Community support for Troy’s Law is strong

By Charles Romans

Carter County Times

 

Editor’s Note: This is part three in a planned series exploring the impact of Troy Caldwell’s death on his community and the need for greater roadway safety.

 

Community support for Troy’s Law, the proposed legislation named for Troy Caldwell, a wrecker operator who tragically lost his life in September of 2024, continues to grow as the spotlight is trained on the hazards wrecker operators and other first responders face on a daily basis. Caldwell was responding to a standard pickup of an inoperable automobile when he was pulled from the bed of his rollback while securing the vehicle.
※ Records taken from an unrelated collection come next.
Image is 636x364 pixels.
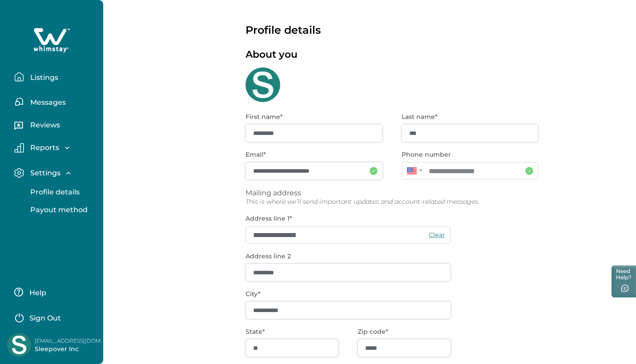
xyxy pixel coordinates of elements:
[14,283,93,301] button: Help
[14,117,96,135] button: Reviews
[20,184,102,201] button: Profile details
[14,184,96,219] div: Settings
[35,337,106,346] p: [EMAIL_ADDRESS][DOMAIN_NAME]
[14,308,93,326] button: Sign Out
[14,168,96,178] button: Settings
[29,314,61,323] p: Sign Out
[20,201,102,219] button: Payout method
[14,93,96,111] button: Messages
[28,206,88,215] p: Payout method
[28,144,59,152] p: Reports
[28,169,60,178] p: Settings
[7,333,31,357] img: Whimstay Host
[28,121,60,130] p: Reviews
[14,143,96,153] button: Reports
[28,73,58,82] p: Listings
[35,345,106,354] p: Sleepover Inc
[28,98,66,107] p: Messages
[402,162,425,180] div: United States: + 1
[245,49,298,61] p: About you
[14,68,96,85] button: Listings
[27,288,46,297] p: Help
[28,188,80,197] p: Profile details
[402,151,533,158] p: Phone number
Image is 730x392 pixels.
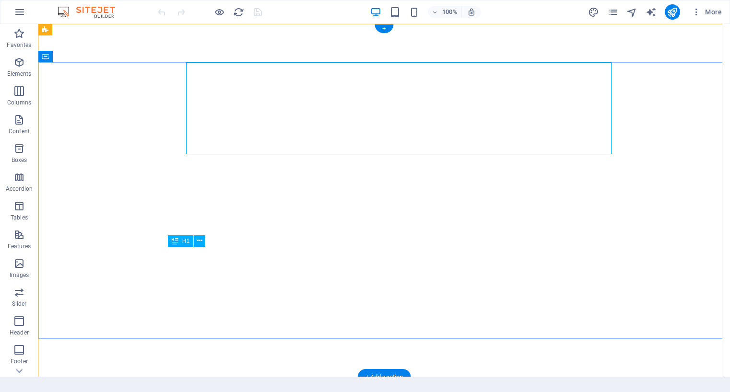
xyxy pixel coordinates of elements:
i: On resize automatically adjust zoom level to fit chosen device. [467,8,476,16]
button: 100% [428,6,462,18]
button: navigator [626,6,638,18]
button: publish [665,4,680,20]
p: Columns [7,99,31,106]
p: Images [10,271,29,279]
span: H1 [182,238,189,244]
button: design [588,6,599,18]
p: Boxes [12,156,27,164]
button: Click here to leave preview mode and continue editing [213,6,225,18]
p: Footer [11,358,28,365]
p: Header [10,329,29,337]
p: Features [8,243,31,250]
img: Editor Logo [55,6,127,18]
p: Accordion [6,185,33,193]
h6: 100% [442,6,457,18]
div: + [374,24,393,33]
i: Reload page [233,7,244,18]
i: Pages (Ctrl+Alt+S) [607,7,618,18]
p: Content [9,128,30,135]
button: text_generator [645,6,657,18]
i: Publish [667,7,678,18]
span: More [691,7,722,17]
button: reload [233,6,244,18]
p: Favorites [7,41,31,49]
button: More [688,4,725,20]
p: Tables [11,214,28,222]
i: Design (Ctrl+Alt+Y) [588,7,599,18]
i: Navigator [626,7,637,18]
p: Slider [12,300,27,308]
div: + Add section [358,369,411,386]
p: Elements [7,70,32,78]
button: pages [607,6,619,18]
i: AI Writer [645,7,656,18]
A semi passed too close to Caldwell’s rollback, and the speed and proximity of the semi to the rollback created a suction which pulled Caldwell from his vehicle.

As details of the incident involving the well-respected operator began circulating through the community, others have come forward to share their own hazardous encounters with other vehicles while going about their daily work. Many attribute the dangers to either the negligence of vehicle traffic or the refusal to follow proper precautions when encountering roadside work. And many also believe that Troy’s Law, a proposed law allowing wrecker operators to employ rear facing blue lights while working a call, could reduce those dangers drastically.

“There are too many backroads, too many curves and hidden driveways in this area, for anyone to ignore flashing lights of any kind,” local woman Marlene Carmack said.

Carmack knows the dangers firsthand because both her ex-husband and current fiancé make their living as truck drivers. And Carmack said that she believes the instance which cost Troy Caldwell his life was the result of someone simply not paying attention. There is a chance, she said, that the use of the blue flashing lights might have made the driver of the semi pay more attention.

“We need to get those light on these trucks,” Carmack said. “Every truck on that road needs to be lit up like a Christmas tree. It’s just that extra little bit that could prevent such a horrible accident as this man went through.”

Carmack said she thinks the flashing lights on top of most emergency vehicles do help, but there needs to be more.

“People just see too many flashing lights these days,” she said. “So, it’s easy to ignore them or just not really notice them.”

The addition of the blue lights, she said, might make people take notice where they might have been desensitized to other emergency light indicators.

There are too many distractions, Carmack said, so there needs to be an increase in emergency warnings.

“One of the main things I have seen is people driving while using their cell phones,” Carmack said. “If you’re on the road while they are doing that, it’s like someone has a gun to your head. And I don’t know, but maybe the person who hit Troy Caldwell was distracted using a cell phone.”

The rear facing blue lights might have been enough to overcome whatever distraction might have been the cause of Caldwell’s death, Carmack said. And whether it was negligence, distraction, or some other factor that caused the semi to not maintain the proper distance from the stationary wrecker, Carmack and many others believe rear facing blue lights might have made all the difference.